Very little about prozac. I read this to try and understand my P addicted 2nd wife but it ended up being more about narcissistic, n'er-do-well me. I'm sad she's gone. I wish there were more people like her. I think she gets it. We hate being depressed. We hate being narcissistic. But no one will show us the way out. Don't get me wrong. It's a terrible piece of writing. But if this is where you are, it's very comforting to know you're not alone.
If you are chronically down, it is a lifelong fight to keep from sinking
A lot of this is good, a lot of it is..Trite? Narcissistic? I think this is a study on the psychological terror of life during the Reagan admin - not politically, but culturally. A great case for the form of memoir, an interesting voice, but she‘s so annoying. And I could be missing context 30 years later, but so much of what she says about the details of her life just don‘t make sense.
I feel like a defective model, like I came off the assembly line flat-out fucked and my parents should have taken me back for repairs before the warranty ran out.

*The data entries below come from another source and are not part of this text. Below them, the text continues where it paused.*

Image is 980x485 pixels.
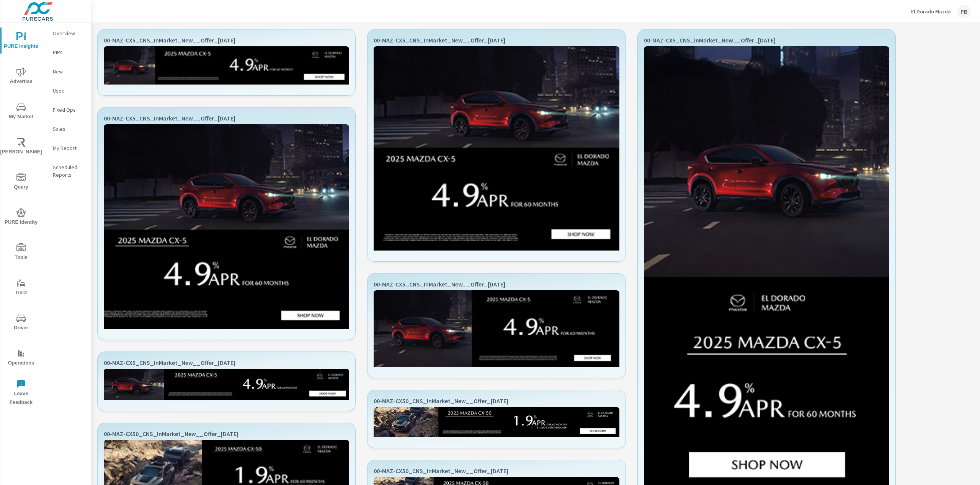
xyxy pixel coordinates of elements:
span: PURE Identity [3,208,40,227]
p: 00-MAZ-CX50_CNS_InMarket_New__Offer_[DATE] [373,466,619,477]
div: Overview [42,28,91,39]
p: 00-MAZ-CX5_CNS_InMarket_New__Offer_[DATE] [103,35,349,46]
p: 00-MAZ-CX50_CNS_InMarket_New__Offer_[DATE] [373,396,619,407]
div: PB [957,5,971,18]
div: PIPA [42,46,91,58]
p: My Report [53,144,85,152]
p: New [53,68,85,76]
p: 00-MAZ-CX5_CNS_InMarket_New__Offer_[DATE] [103,358,349,369]
img: 00-MAZ-CX5_CNS_InMarket_New__Offer_2025-09-15 [103,46,349,87]
div: Used [42,85,91,96]
div: My Report [42,142,91,154]
p: 00-MAZ-CX5_CNS_InMarket_New__Offer_[DATE] [644,35,889,46]
p: 00-MAZ-CX5_CNS_InMarket_New__Offer_[DATE] [103,114,349,124]
div: nav menu [1,23,42,410]
span: Query [3,173,40,192]
span: Leave Feedback [3,380,40,407]
p: El Dorado Mazda [911,8,951,15]
span: Tools [3,244,40,262]
img: 00-MAZ-CX50_CNS_InMarket_New__Offer_2025-09-15 [373,407,619,441]
p: 00-MAZ-CX5_CNS_InMarket_New__Offer_[DATE] [373,35,619,46]
span: My Market [3,103,40,121]
span: Advertise [3,67,40,86]
span: PURE Insights [3,32,40,51]
span: Tier2 [3,279,40,298]
p: Overview [53,29,85,37]
p: 00-MAZ-CX5_CNS_InMarket_New__Offer_[DATE] [373,280,619,291]
div: Fixed Ops [42,104,91,116]
p: PIPA [53,49,85,56]
p: Fixed Ops [53,106,85,114]
span: Operations [3,349,40,368]
p: 00-MAZ-CX50_CNS_InMarket_New__Offer_[DATE] [103,429,349,440]
div: Scheduled Reports [42,162,91,180]
span: [PERSON_NAME] [3,138,40,157]
img: 00-MAZ-CX5_CNS_InMarket_New__Offer_2025-09-15 [103,124,349,332]
p: Sales [53,125,85,133]
div: Sales [42,124,91,135]
span: Driver [3,314,40,332]
p: Used [53,87,85,94]
img: 00-MAZ-CX5_CNS_InMarket_New__Offer_2025-09-15 [373,46,619,254]
img: 00-MAZ-CX5_CNS_InMarket_New__Offer_2025-09-15 [373,291,619,370]
p: Scheduled Reports [53,164,85,179]
img: 00-MAZ-CX5_CNS_InMarket_New__Offer_2025-09-15 [103,369,349,403]
div: New [42,66,91,77]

The shortness of life, I keep saying, makes everything seem pointless when I think about the longness of death. When I look ahead, all I can see is my final demise. And they say, But maybe not for seventy or eighty years. And I say, Maybe you, but me, I'm already gone
Mental illness is so much more complicated than any pill that any mortal could invent
I don't want any more of this try, try again stuff. I just want out. I‘ve had it. I am so tired. I am exhausted.
One of the worst, unrelenting, disorganized lot of drivel I‘ve ever actually finished. I audibly laughed when I noticed the 30-page epilogue, as if the rest of the content wasn‘t inordinately verbose enough. One reviewer highlighted a small fragment of a silver lining: while the book itself may be described as rambling/incoherent, Wurtzel proved how imperative it is to tell your truth, even if it makes you unlikable or embarrasses your grandmother
On the fence about this so far...someone described her writing as “rambling and incoherent,” and it kind of made me laugh. I don‘t understand about 90% of the references, partly because in the publishing year of 1995, I was a tot. Hoping it gets better.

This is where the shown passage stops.